Bipedal Gait Analysis Researchers used 170,000 core hours to estimate the maximum running speeds of Tyrannosaurus rex, Allosaurus, Dilophosaurus, Velociraptor, Compsognathus, an ostrich, an emu and a human T. rex might have been too fast for humans to out-run!

NW-GRID for HEP ● Why? – Liv-HEP systems largely limited to 1 GB memory / processor – NW-GRID nodes minimum 2 GB / core with new Barcelona nodes on stream by end of July - 8 cores per node – The future is multi-core (more on that later) ● How? – CE in Physics connects to multiple nodes on GigE cluster ● Effectively these nodes are part of Liv-HEP ● Details on how this connection is made are being worked out ● Some concerns about network traffic as SE still in Physics – Ideally image nodes for Liv-HEP, re-image for NW-GRID quickly so potential there for moving nodes quickly between NW-GRID and Liv-HEP ● Also want some serial NW-GRID traffic onto Liv-HEP

Why multi-core?? ● Heat – multi-core chip has same thermal profile as its single-core cousin ● Space – Liverpool NW-GRID has ~1200 cores in 8 racks ● Management – Tends to be at the node level - more cores per node, the easier the management

BUT!!

Why not multi-core? ● Exploitation requires separate threads of execution for each core. – Multiple tasks - e.g. N serial processes on N cores – Parallel tasks - N MPI processes on N cores – Parallel threads - single program with “loop- level” parallelism (shared-memory parallel) ● Multi-core shifts the serial bottleneck – Memory access – Communicating off-node (e.g NICs)

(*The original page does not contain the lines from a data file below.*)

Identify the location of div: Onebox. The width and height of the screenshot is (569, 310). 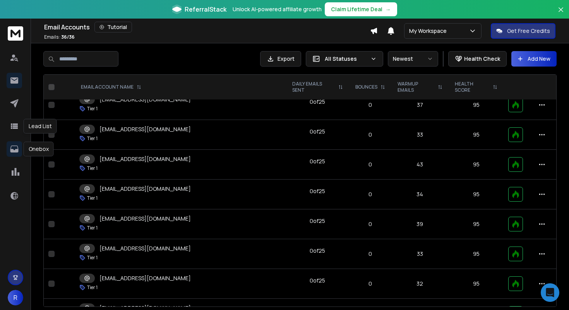
(39, 149).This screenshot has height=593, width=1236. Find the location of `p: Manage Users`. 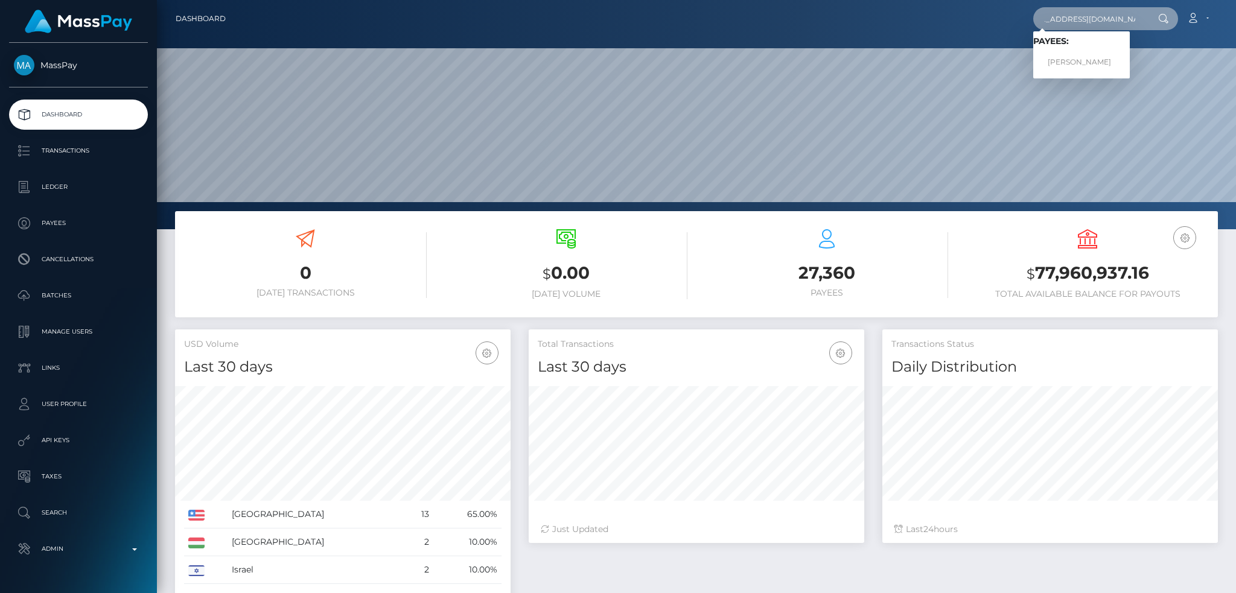

p: Manage Users is located at coordinates (78, 332).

Multi-core - good news ● Experience with multi-core nodes at Liverpool suggests – N cores usually better than.8*N performance of 1 core ● HEP codes often have thousands of cases to run - multi-core just needs a good job scheduler. ● Lots of experience and software for developing SMP parallel versions of codes – OpenMP - directives based parallel specification – Good performance on 4-8 threads often fairly easy. – Higher levels of performance often require careful look at load balance over threads. ● Race conditions the difficult debugging problem

Sustainability issues ● Multi-core to reduce heat, ease management just tip of the iceberg! ● How fund refresh of necessary compute infrastructure? ● How cope with needs to reduce watt per flop? ● How exploit new developments taking place?

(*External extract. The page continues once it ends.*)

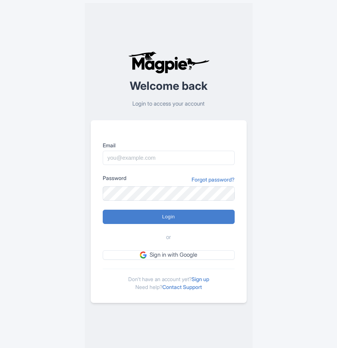  What do you see at coordinates (143, 254) in the screenshot?
I see `img: google.svg` at bounding box center [143, 254].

New Developments ● Heterogeneous architectures – Largely driven by watt per flop considerations – IBM: Opteron and Cell - new petaflops system ● PowerXCell 8i processors ~ 100 Gflop/s – AMD and Nvidia - multi-core “general purpose” GPUs ● AMD: 500 cores, 200 Gflop/s dp at 150W for $1000 ● Nvidia: 1U node: 4 GPU (960 cores), ~800 Gflop/s at 700W for $8,000 ● Think vector processing ● Homogeneous but lots of cores – Sun Niagara cores, 16 threads per core ● (but only one FP unit per core) ● Can put multiple chips on a node

Higher-level developments ● Cloud computing – Package code into a virtual appliance (os+application) then run anywhere on the cloud (Sound familiar?) – Charge per CPU-hr ● Storage services (e.g. Amazon S3) – Charge per Gbyte of storage, plus access – Current commercial systems not slanted for scientific computing ● Idea - build next generation GridPP around these concepts - and sell excess…

NW-GRID and sustainability ● Want to cover costs and refresh over 3 years ● Need additional money – Universities view as a strategic resource – Push computational modelling by University groups for external contracts – Lease hardware to groups with “small” hardware grants – Work with system vendors to act as a “buyer’s friend” – Direct external contracts

External contracts ● Direct industry use impeded by licensing models - this is slowly changing. ● Attract interest of ISV’s to new hardware on site (latest processors+memory+interconnect) ● Target priority areas as defined by funding bodies (e.g. NWDA, TSB) ● Involve regional Knowledge Transfer activities (e.g. Centre for Materials Discovery, NWVEC) ● Become a “cloud computing” site - possible for Daresbury.

Conclusions ● After saying it for 20 years, the age of parallel computing is finally upon us! ● Heat and space constraints will greatly limit choice of future systems. – Associated hardware changes will require some major software redesign ● Must virtualise software stack so can easily run serial code almost anywhere (build with just enough OS). – Lots of work needed to “virtualise” MPI codes ● How do you back-up a petabyte of data?